Pain at the pump: Not good for Obama
The price of gas has gone nothing but up over the last month; fifty cents per gallon, or ten percent, over the last year.
Modest economic growth, nixing the Keystone Pipeline and Iran’s continued saber-rattling over its desire to have the bomb all have one thing in common: More pain at the gas pump. And that’s one more headache for Obama’s re-election.
If we connect gas prices with elections, it tells us a lot. However, it’s not enough to look at nominal gas prices (you have to equalize for inflation so past gas prices paid at the pump are displayed in today’s dollars). Fortunately, Uncle Sam helps us out with a nice website that does the work for us. See http://www.eia.gov/forecasts/steo/realprices/
So what does all this tell us?
Barring a plunge in gas prices, President Obama is in real trouble. There is a huge difference between gas prices in “status quo” years when the party in power maintained the White House or suffered only minor mid-term election losses and “change” years when the White House was lost or there were significant mid-term losses.

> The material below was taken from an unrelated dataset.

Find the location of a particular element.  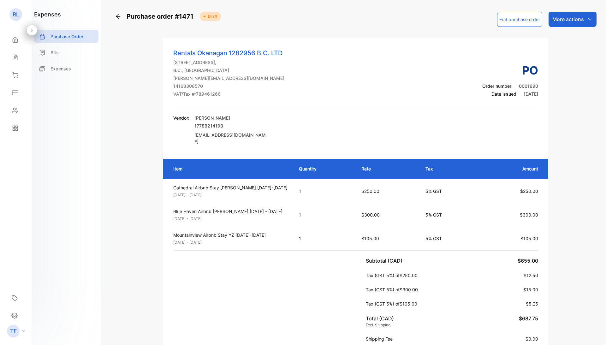

span: $15.00 is located at coordinates (530, 289).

How big is that difference? When analyzing the prices of a gallon of gas between 1976 and today, we find that the average paid at the pump for a gallon of regular gasoline was $1.98 in a “status quo” year compared to $2.43 paid in a change year (as measured the October prior to election day). That’s a 23{09f965da52dc6ab4c1643a77bd40d1f729d807040cd8db540234bb981a782222} difference in price and enough for Americans to either reward or punish their elected officials.
The average February price for a gallon of gas was $3.47 – President Obama’s gas currently costs nearly a dollar more than previous losing incumbents. Remember, all these numbers are normalized for inflation; Uncle Sam’s web site converts everything to today’s shrunken greenback.

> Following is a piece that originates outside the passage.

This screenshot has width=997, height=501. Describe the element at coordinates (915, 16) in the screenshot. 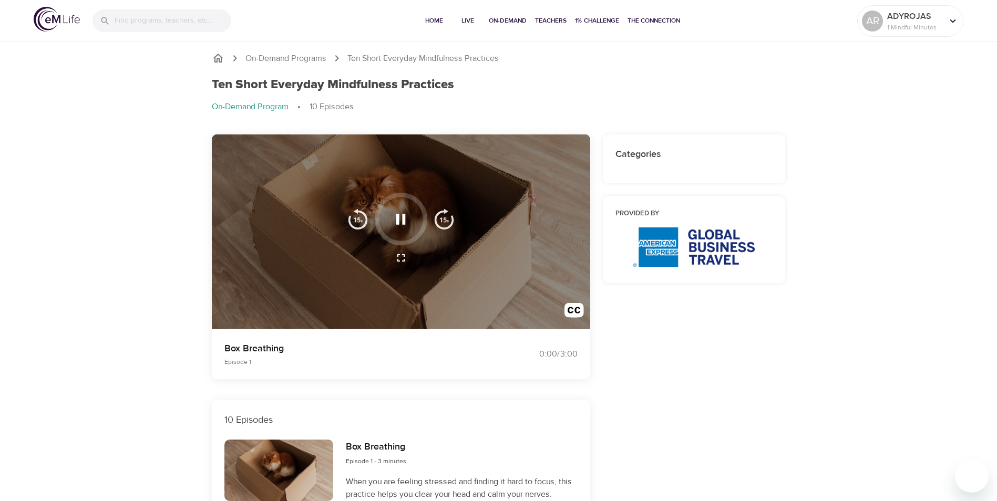

I see `p: ADYROJAS` at that location.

Low gas prices fuel the re-elect of incumbents. In 1988, when George Herbert Walker Bush won a third term for Ronald Reagan, gas prices were $1.75. Bill Clinton cruised to re-election over Bob Dole. Gas prices? A measly $1.41 paid just prior to election day in October,1996.
Just as low gas prices can juice a presidential re-elect, the data also show that high gas prices can spell doom for presidential re-elections. A couple of examples (all in today’s dollars):
• In 1976, Jimmy Carter beat Gerald Ford in a change year, drivers paid $2.48 for a gallon of gas in October, $0.05 cents above the “change” year average.
• When Ronald Reagan beat Jimmy Carter in 1980, a gallon of gas in October cost $3.36, or $0.93 cents over the “change” year average.
• In 2008, Republicans lost the White House and Barack Obama was the first Democrat since LBJ to break 50{09f965da52dc6ab4c1643a77bd40d1f729d807040cd8db540234bb981a782222}… riding $3.92 October gas prices, a whopping $1.50 above the average “change” year price.
It works in mid-terms too. In 1998, the price paid at the pump in October was $1.41. Clinton was holding the White House, and only one Democratic incumbent was defeated (Mark Green beat Wisconsin’s Jay Johnson). When Democrats swept both houses of Congress in 2006, many blamed it on the Iraq war. But, gas prices were solidly in the “change” zone: drivers paying $2.53 per gallon. When Republicans crushed the Democrats in the 2010 mid-term elections, gas prices were $2.88 prior to election day. Ouch.
It deserves repeating: At $3.47 for a gallon of regular, current gas prices are more than a dollar over the average loser.